How to Boost Executive Function in Tweens?

 


Executive functions involve life skills that help us concentrate, plan, prioritize and work toward goals. It also helps us manage our responses and emotions effectively while adapting to new and unexpected situations. Because executive functions supervise and coordinate various cognitive, behavioural, and emotional tasks, they make it possible for us to deal with complex challenges and come out triumphant. But executive functions are often challenging to grasp for teenagers. It’s because our executive function skills are not fully developed until early adulthood. But these skills start to progress from the first year of life, so you can have an early start with pre-nursery schools in Noida to boost your children's executive functioning.

 After completing their nursery school education, primary and middle school students suddenly face more tricky schedules, complex academic work, and expanding curriculum. While some children struggle academically, others have difficulty in regulating their emotions. But teenagers who fall short in executive function skills may struggle in becoming self-independent and making plans for the future, such as school admissions2021. Hence, they need to learn some form of executive function skills during childhood to manage it all.

 These skills are vital for learning and development and also enable positive behaviour. Hence, it will allow them to make healthy choices for themselves and their families. When children develop executive function and self-regulation skills early in their formative years, they will reap personal and social benefits all their life. But unlike other developmental milestones, parents need to invest more time and efforts to help their children reach executive function milestones. That's why some children experience minimal challenges or delays in achieving these skills.

 Teenagers often have a problem with self-regulation and go through a rebellious phase. But they're also expanding their network of friends while getting bestowed with new and complicated school schedules. With increased academic demands and after-school obligations, they have a lot to keep track of, especially middle school children. Hence, teens and parents need evidence-based methods to strengthen executive function.

 As one of the top 10 schools in Noida, we have pored over recent research in the field to find proven and evidence-based strategies to boost executive functioning in kids:

Let children talk to themselves.

In preschool, kids learn by repeating what their educators say to them out loud, which help them comprehend the statement. Hence, they should continue this tradition as a form of self-management to exert self-control throughout their lives. Ultimately, it will help them develop a moral compass which adults know as their inner voice. It helps them confront moral dilemmas, find ways to get out of sticky situations and push themselves to try new challenges. It allows them to step outside their comfort zone and broaden their perspectives.

You also have to teach them about consequences to help them manage stressful experiences like tests or arguments with friends. It can also mean reconsidering a pressing problem from the perspective of their peers and asking what your parents do in this situation? When they reframe and talk through an issue more positively, they will come out unscathed.

Recognize your children's pressure points.

Academic success and emotional safety are directly linked with one another. When children feel emotionally safe and ready, they tend to believe they can do anything. Children feel most overwhelmed during their exams. Hence, a period of self-reflection during these testing times might be crucial to success in study. Even researchers and educators found that when students took some time to reflect on their preparation and spoke words of encouragement to themselves before a test, their scores improved significantly. However, prompting emotional stability shouldn’t be confined to test-taking. We should prepare children emotionally before challenges like study habits, sporting events, or academic projects through a pep talk.

 Help them understand the reason.

When children learn new skills, they take much interest in the learning process when they know the purpose behind it. Hence, you must help them understand the rationale behind your actions, or they might treat it as a waste of time. Depending on their interests, kids are constantly weighing things to see which one is worth their effort. But when you explain the rationale behind your strategy, you pique their interest, which encourages them to follow suit.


[What this task involves]
The answer must be an exact copy of the records, with every picture left out.

[Task data]
[Start of Attachment]
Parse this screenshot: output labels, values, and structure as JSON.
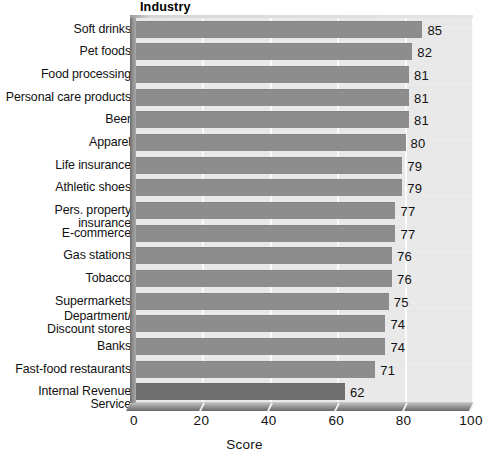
{
  "chart_data": {
    "type": "bar",
    "orientation": "horizontal",
    "title": "Industry",
    "xlabel": "Score",
    "ylabel": "",
    "xlim": [
      0,
      100
    ],
    "xticks": [
      0,
      20,
      40,
      60,
      80,
      100
    ],
    "xtick_labels": [
      "0",
      "20",
      "40",
      "60",
      "80",
      "100"
    ],
    "grid": true,
    "grid_axis": "x",
    "legend": null,
    "categories": [
      "Soft drinks",
      "Pet foods",
      "Food processing",
      "Personal care products",
      "Beer",
      "Apparel",
      "Life insurance",
      "Athletic shoes",
      "Pers. property insurance",
      "E-commerce",
      "Gas stations",
      "Tobacco",
      "Supermarkets",
      "Department/\nDiscount stores",
      "Banks",
      "Fast-food restaurants",
      "Internal Revenue Service"
    ],
    "values": [
      85,
      82,
      81,
      81,
      81,
      80,
      79,
      79,
      77,
      77,
      76,
      76,
      75,
      74,
      74,
      71,
      62
    ],
    "value_labels": [
      "85",
      "82",
      "81",
      "81",
      "81",
      "80",
      "79",
      "79",
      "77",
      "77",
      "76",
      "76",
      "75",
      "74",
      "74",
      "71",
      "62"
    ],
    "bar_color": "#8d8d8d",
    "last_bar_color": "#6f6f6f",
    "plot_background": "#e9e9e9",
    "gridline_color": "#fbfbfb"
  },
  "axis": {
    "x_title": "Score"
  }
}
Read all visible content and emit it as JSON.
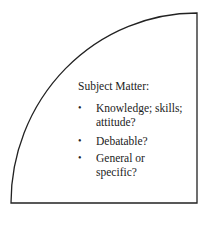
{
  "diagram": {
    "shape": "quarter-circle",
    "stroke_color": "#222222",
    "title": "Subject Matter:",
    "items": [
      {
        "lines": [
          "Knowledge; skills;",
          "attitude?"
        ]
      },
      {
        "lines": [
          "Debatable?"
        ]
      },
      {
        "lines": [
          "General or",
          "specific?"
        ]
      }
    ],
    "bullet_glyph": "•"
  }
}
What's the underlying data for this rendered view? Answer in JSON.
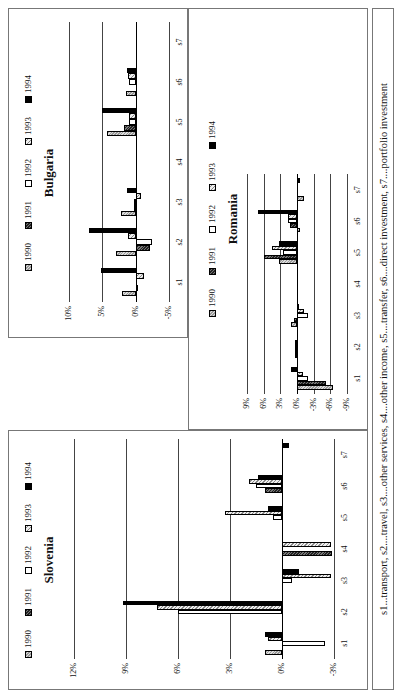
{
  "legend": {
    "years": [
      "1990",
      "1991",
      "1992",
      "1993",
      "1994"
    ]
  },
  "footnote": "s1...transport, s2....travel, s3....other services, s4....other income, s5....transfer, s6....direct investment, s7....portfolio investment",
  "chart_data": [
    {
      "type": "bar",
      "title": "Slovenia",
      "categories": [
        "s1",
        "s2",
        "s3",
        "s4",
        "s5",
        "s6",
        "s7"
      ],
      "ylim": [
        -3,
        12
      ],
      "yticks": [
        "-3%",
        "0%",
        "3%",
        "6%",
        "9%",
        "12%"
      ],
      "series": [
        {
          "name": "1990",
          "values": [
            1.0,
            0,
            0,
            0,
            0,
            0,
            0
          ]
        },
        {
          "name": "1991",
          "values": [
            0,
            0,
            0,
            -2.9,
            0,
            1.0,
            0
          ]
        },
        {
          "name": "1992",
          "values": [
            -2.5,
            6.0,
            -0.6,
            0,
            0.5,
            1.5,
            0
          ]
        },
        {
          "name": "1993",
          "values": [
            0.8,
            7.2,
            -2.8,
            -2.8,
            3.3,
            1.9,
            0
          ]
        },
        {
          "name": "1994",
          "values": [
            1.0,
            9.2,
            -1.0,
            0,
            0.8,
            1.4,
            -0.4
          ]
        }
      ],
      "legend_position": "top"
    },
    {
      "type": "bar",
      "title": "Bulgaria",
      "categories": [
        "s1",
        "s2",
        "s3",
        "s4",
        "s5",
        "s6",
        "s7"
      ],
      "ylim": [
        -5,
        10
      ],
      "yticks": [
        "-5%",
        "0%",
        "5%",
        "10%"
      ],
      "series": [
        {
          "name": "1990",
          "values": [
            2.0,
            3.0,
            2.2,
            0,
            4.3,
            1.4,
            0
          ]
        },
        {
          "name": "1991",
          "values": [
            -0.4,
            -2.2,
            0.2,
            0,
            1.8,
            0,
            0
          ]
        },
        {
          "name": "1992",
          "values": [
            0,
            -2.5,
            0.2,
            0,
            1.0,
            1.0,
            0
          ]
        },
        {
          "name": "1993",
          "values": [
            -1.3,
            1.2,
            -0.8,
            0,
            1.0,
            1.2,
            0
          ]
        },
        {
          "name": "1994",
          "values": [
            5.2,
            7.0,
            1.3,
            0,
            5.0,
            1.3,
            0
          ]
        }
      ],
      "legend_position": "top"
    },
    {
      "type": "bar",
      "title": "Romania",
      "categories": [
        "s1",
        "s2",
        "s3",
        "s4",
        "s5",
        "s6",
        "s7"
      ],
      "ylim": [
        -9,
        9
      ],
      "yticks": [
        "-9%",
        "-6%",
        "-3%",
        "0%",
        "3%",
        "6%",
        "9%"
      ],
      "series": [
        {
          "name": "1990",
          "values": [
            -6.5,
            0.4,
            1.0,
            0,
            3.2,
            -0.5,
            -1.2
          ]
        },
        {
          "name": "1991",
          "values": [
            -5.2,
            0.4,
            0.6,
            0,
            6.0,
            1.2,
            0
          ]
        },
        {
          "name": "1992",
          "values": [
            -2.0,
            0.3,
            -2.0,
            0,
            2.6,
            1.7,
            0
          ]
        },
        {
          "name": "1993",
          "values": [
            -1.0,
            0.3,
            -1.3,
            0,
            4.5,
            1.7,
            0
          ]
        },
        {
          "name": "1994",
          "values": [
            1.0,
            0,
            -0.3,
            0,
            3.3,
            7.0,
            -0.6
          ]
        }
      ],
      "legend_position": "top"
    }
  ]
}
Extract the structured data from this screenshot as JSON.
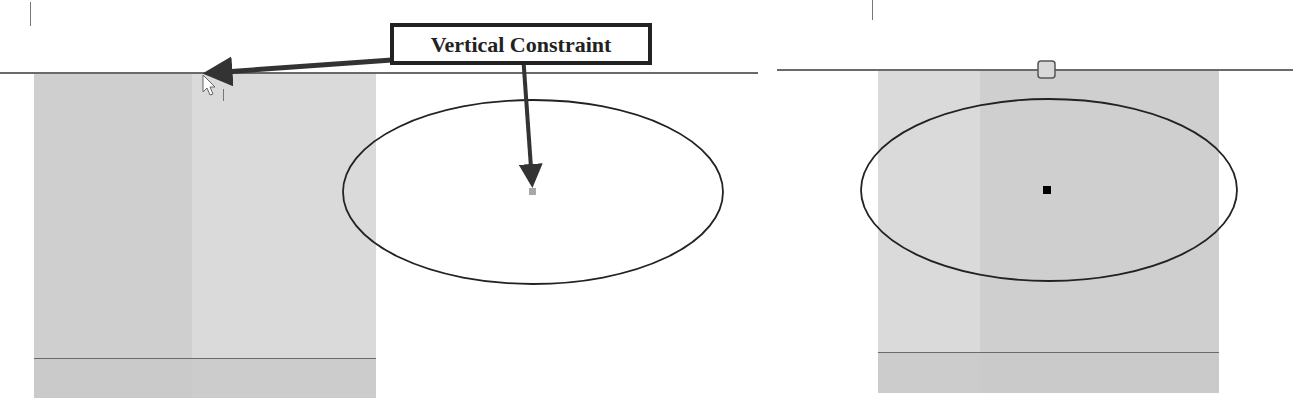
{
  "callout": {
    "label": "Vertical Constraint"
  },
  "left_view": {
    "description": "sketch before constraint - ellipse center not aligned with origin",
    "panel": {
      "x": 34,
      "y": 72,
      "width": 342,
      "height": 326
    },
    "horizontal_axis_y": 72,
    "ellipse": {
      "cx": 533,
      "cy": 192,
      "rx": 190,
      "ry": 92
    },
    "center_point_color": "#a0a0a0",
    "cursor": "pointer-cursor"
  },
  "right_view": {
    "description": "sketch after constraint - ellipse center vertically aligned with origin",
    "panel": {
      "x": 878,
      "y": 69,
      "width": 341,
      "height": 324
    },
    "horizontal_axis_y": 69,
    "ellipse": {
      "cx": 1049,
      "cy": 190,
      "rx": 188,
      "ry": 91
    },
    "center_point_color": "#000000",
    "constraint_glyph": "vertical-constraint-icon"
  },
  "colors": {
    "panel_dark": "#cfcfcf",
    "panel_light": "#dadada",
    "axis_line": "#6a6a6a",
    "ellipse_stroke": "#222222",
    "arrow": "#333333"
  }
}
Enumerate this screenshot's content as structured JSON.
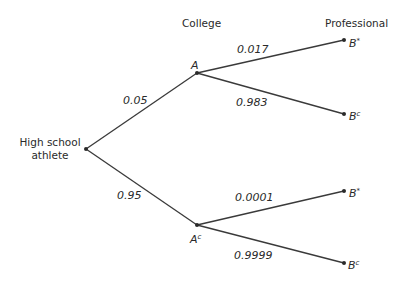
{
  "headers": {
    "college": "College",
    "professional": "Professional"
  },
  "root": {
    "line1": "High school",
    "line2": "athlete"
  },
  "nodes": {
    "A": {
      "base": "A",
      "sup": ""
    },
    "Ac": {
      "base": "A",
      "sup": "c"
    },
    "B1": {
      "base": "B",
      "sup": "*"
    },
    "B1c": {
      "base": "B",
      "sup": "c"
    },
    "B2": {
      "base": "B",
      "sup": "*"
    },
    "B2c": {
      "base": "B",
      "sup": "c"
    }
  },
  "edges": {
    "root_A": "0.05",
    "root_Ac": "0.95",
    "A_B": "0.017",
    "A_Bc": "0.983",
    "Ac_B": "0.0001",
    "Ac_Bc": "0.9999"
  },
  "colors": {
    "line": "#3a3a3a",
    "text": "#2a2a2a",
    "background": "#ffffff"
  }
}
[End of Attachment]
[Exercise result]
Parse this screenshot: output labels, values, and structure as JSON.
{
  "chart_data": {
    "type": "bar",
    "orientation": "horizontal",
    "title": "Industry",
    "xlabel": "Score",
    "ylabel": "",
    "xlim": [
      0,
      100
    ],
    "xticks": [
      0,
      20,
      40,
      60,
      80,
      100
    ],
    "xtick_labels": [
      "0",
      "20",
      "40",
      "60",
      "80",
      "100"
    ],
    "grid": true,
    "grid_axis": "x",
    "legend": null,
    "categories": [
      "Soft drinks",
      "Pet foods",
      "Food processing",
      "Personal care products",
      "Beer",
      "Apparel",
      "Life insurance",
      "Athletic shoes",
      "Pers. property insurance",
      "E-commerce",
      "Gas stations",
      "Tobacco",
      "Supermarkets",
      "Department/\nDiscount stores",
      "Banks",
      "Fast-food restaurants",
      "Internal Revenue Service"
    ],
    "values": [
      85,
      82,
      81,
      81,
      81,
      80,
      79,
      79,
      77,
      77,
      76,
      76,
      75,
      74,
      74,
      71,
      62
    ],
    "value_labels": [
      "85",
      "82",
      "81",
      "81",
      "81",
      "80",
      "79",
      "79",
      "77",
      "77",
      "76",
      "76",
      "75",
      "74",
      "74",
      "71",
      "62"
    ],
    "bar_color": "#8d8d8d",
    "last_bar_color": "#6f6f6f",
    "plot_background": "#e9e9e9",
    "gridline_color": "#fbfbfb"
  },
  "axis": {
    "x_title": "Score"
  }
}
Read all visible content and emit it as JSON.
{
  "diagram": {
    "shape": "quarter-circle",
    "stroke_color": "#222222",
    "title": "Subject Matter:",
    "items": [
      {
        "lines": [
          "Knowledge; skills;",
          "attitude?"
        ]
      },
      {
        "lines": [
          "Debatable?"
        ]
      },
      {
        "lines": [
          "General or",
          "specific?"
        ]
      }
    ],
    "bullet_glyph": "•"
  }
}
What's the underlying data for this rendered view? Answer in JSON.
{
  "legend": {
    "years": [
      "1990",
      "1991",
      "1992",
      "1993",
      "1994"
    ]
  },
  "footnote": "s1...transport, s2....travel, s3....other services, s4....other income, s5....transfer, s6....direct investment, s7....portfolio investment",
  "chart_data": [
    {
      "type": "bar",
      "title": "Slovenia",
      "categories": [
        "s1",
        "s2",
        "s3",
        "s4",
        "s5",
        "s6",
        "s7"
      ],
      "ylim": [
        -3,
        12
      ],
      "yticks": [
        "-3%",
        "0%",
        "3%",
        "6%",
        "9%",
        "12%"
      ],
      "series": [
        {
          "name": "1990",
          "values": [
            1.0,
            0,
            0,
            0,
            0,
            0,
            0
          ]
        },
        {
          "name": "1991",
          "values": [
            0,
            0,
            0,
            -2.9,
            0,
            1.0,
            0
          ]
        },
        {
          "name": "1992",
          "values": [
            -2.5,
            6.0,
            -0.6,
            0,
            0.5,
            1.5,
            0
          ]
        },
        {
          "name": "1993",
          "values": [
            0.8,
            7.2,
            -2.8,
            -2.8,
            3.3,
            1.9,
            0
          ]
        },
        {
          "name": "1994",
          "values": [
            1.0,
            9.2,
            -1.0,
            0,
            0.8,
            1.4,
            -0.4
          ]
        }
      ],
      "legend_position": "top"
    },
    {
      "type": "bar",
      "title": "Bulgaria",
      "categories": [
        "s1",
        "s2",
        "s3",
        "s4",
        "s5",
        "s6",
        "s7"
      ],
      "ylim": [
        -5,
        10
      ],
      "yticks": [
        "-5%",
        "0%",
        "5%",
        "10%"
      ],
      "series": [
        {
          "name": "1990",
          "values": [
            2.0,
            3.0,
            2.2,
            0,
            4.3,
            1.4,
            0
          ]
        },
        {
          "name": "1991",
          "values": [
            -0.4,
            -2.2,
            0.2,
            0,
            1.8,
            0,
            0
          ]
        },
        {
          "name": "1992",
          "values": [
            0,
            -2.5,
            0.2,
            0,
            1.0,
            1.0,
            0
          ]
        },
        {
          "name": "1993",
          "values": [
            -1.3,
            1.2,
            -0.8,
            0,
            1.0,
            1.2,
            0
          ]
        },
        {
          "name": "1994",
          "values": [
            5.2,
            7.0,
            1.3,
            0,
            5.0,
            1.3,
            0
          ]
        }
      ],
      "legend_position": "top"
    },
    {
      "type": "bar",
      "title": "Romania",
      "categories": [
        "s1",
        "s2",
        "s3",
        "s4",
        "s5",
        "s6",
        "s7"
      ],
      "ylim": [
        -9,
        9
      ],
      "yticks": [
        "-9%",
        "-6%",
        "-3%",
        "0%",
        "3%",
        "6%",
        "9%"
      ],
      "series": [
        {
          "name": "1990",
          "values": [
            -6.5,
            0.4,
            1.0,
            0,
            3.2,
            -0.5,
            -1.2
          ]
        },
        {
          "name": "1991",
          "values": [
            -5.2,
            0.4,
            0.6,
            0,
            6.0,
            1.2,
            0
          ]
        },
        {
          "name": "1992",
          "values": [
            -2.0,
            0.3,
            -2.0,
            0,
            2.6,
            1.7,
            0
          ]
        },
        {
          "name": "1993",
          "values": [
            -1.0,
            0.3,
            -1.3,
            0,
            4.5,
            1.7,
            0
          ]
        },
        {
          "name": "1994",
          "values": [
            1.0,
            0,
            -0.3,
            0,
            3.3,
            7.0,
            -0.6
          ]
        }
      ],
      "legend_position": "top"
    }
  ]
}
Extract the structured data from this screenshot as JSON.
{
  "callout": {
    "label": "Vertical Constraint"
  },
  "left_view": {
    "description": "sketch before constraint - ellipse center not aligned with origin",
    "panel": {
      "x": 34,
      "y": 72,
      "width": 342,
      "height": 326
    },
    "horizontal_axis_y": 72,
    "ellipse": {
      "cx": 533,
      "cy": 192,
      "rx": 190,
      "ry": 92
    },
    "center_point_color": "#a0a0a0",
    "cursor": "pointer-cursor"
  },
  "right_view": {
    "description": "sketch after constraint - ellipse center vertically aligned with origin",
    "panel": {
      "x": 878,
      "y": 69,
      "width": 341,
      "height": 324
    },
    "horizontal_axis_y": 69,
    "ellipse": {
      "cx": 1049,
      "cy": 190,
      "rx": 188,
      "ry": 91
    },
    "center_point_color": "#000000",
    "constraint_glyph": "vertical-constraint-icon"
  },
  "colors": {
    "panel_dark": "#cfcfcf",
    "panel_light": "#dadada",
    "axis_line": "#6a6a6a",
    "ellipse_stroke": "#222222",
    "arrow": "#333333"
  }
}
Enumerate this screenshot's content as structured JSON.
{
  "headers": {
    "college": "College",
    "professional": "Professional"
  },
  "root": {
    "line1": "High school",
    "line2": "athlete"
  },
  "nodes": {
    "A": {
      "base": "A",
      "sup": ""
    },
    "Ac": {
      "base": "A",
      "sup": "c"
    },
    "B1": {
      "base": "B",
      "sup": "*"
    },
    "B1c": {
      "base": "B",
      "sup": "c"
    },
    "B2": {
      "base": "B",
      "sup": "*"
    },
    "B2c": {
      "base": "B",
      "sup": "c"
    }
  },
  "edges": {
    "root_A": "0.05",
    "root_Ac": "0.95",
    "A_B": "0.017",
    "A_Bc": "0.983",
    "Ac_B": "0.0001",
    "Ac_Bc": "0.9999"
  },
  "colors": {
    "line": "#3a3a3a",
    "text": "#2a2a2a",
    "background": "#ffffff"
  }
}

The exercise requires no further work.